▶ [Required action]: Copy exactly the stretch of lines from the one holding "Find the location" through the last line of the data below, inclusive. Leave out pictures.

▶ [Study material]:

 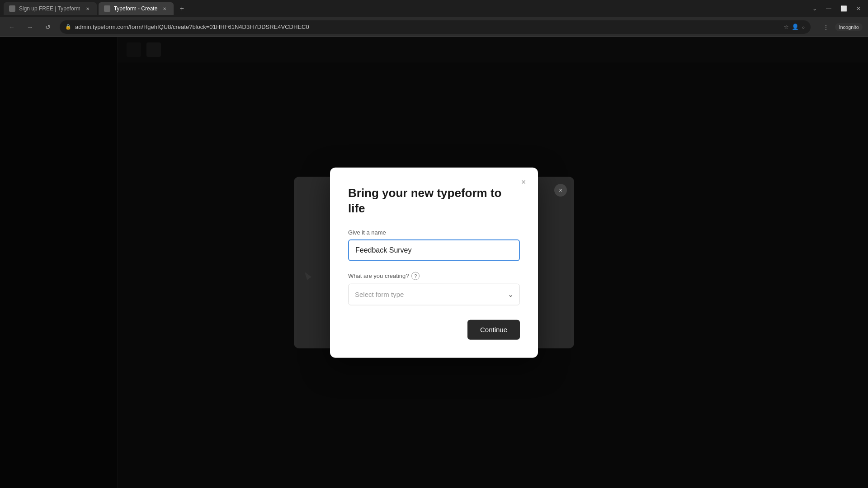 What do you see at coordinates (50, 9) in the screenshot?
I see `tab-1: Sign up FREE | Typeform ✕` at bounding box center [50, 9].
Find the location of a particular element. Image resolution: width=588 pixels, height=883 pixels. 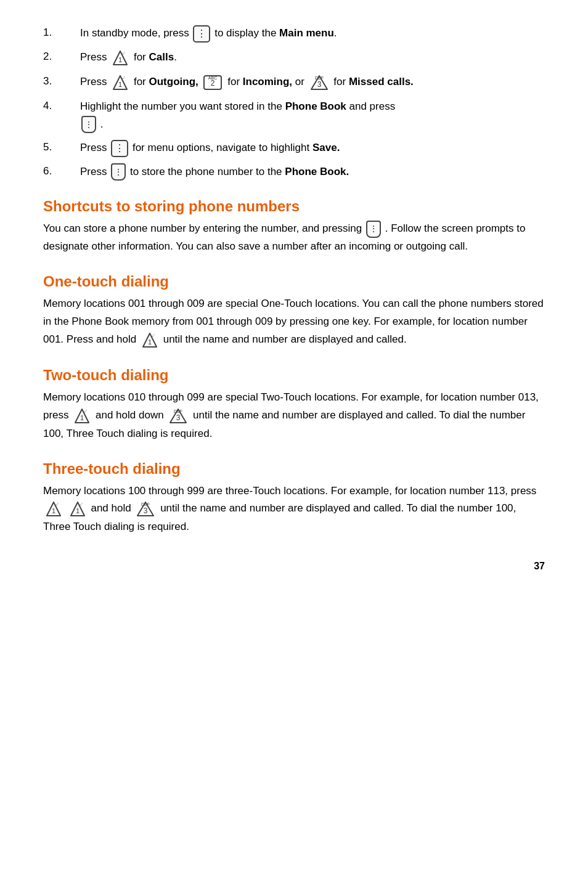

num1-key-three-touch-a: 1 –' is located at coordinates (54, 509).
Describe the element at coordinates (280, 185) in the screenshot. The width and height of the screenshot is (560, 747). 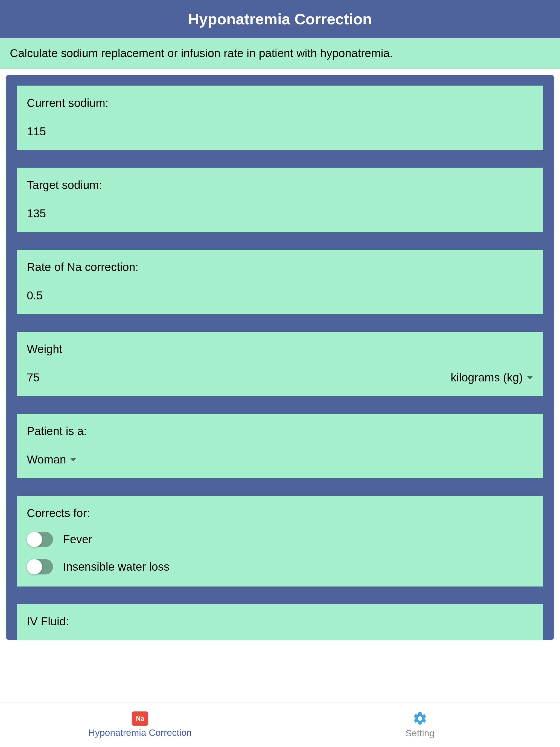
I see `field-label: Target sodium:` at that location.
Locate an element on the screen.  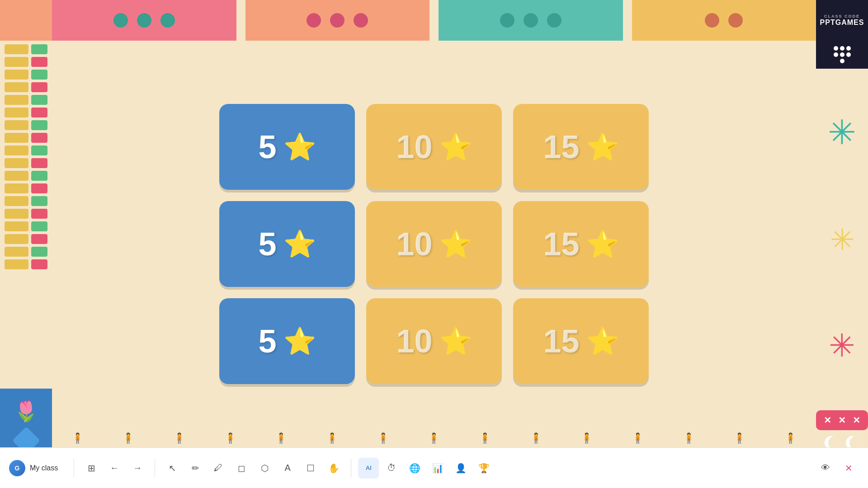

▶ [Task answer]:
Find the location of a particular element. Image resolution: width=588 pixels, height=883 pixels. 

num1-key-three-touch-a: 1 –' is located at coordinates (54, 509).
Describe the element at coordinates (280, 185) in the screenshot. The width and height of the screenshot is (560, 747). 
I see `field-label: Target sodium:` at that location.
Locate an element on the screen.  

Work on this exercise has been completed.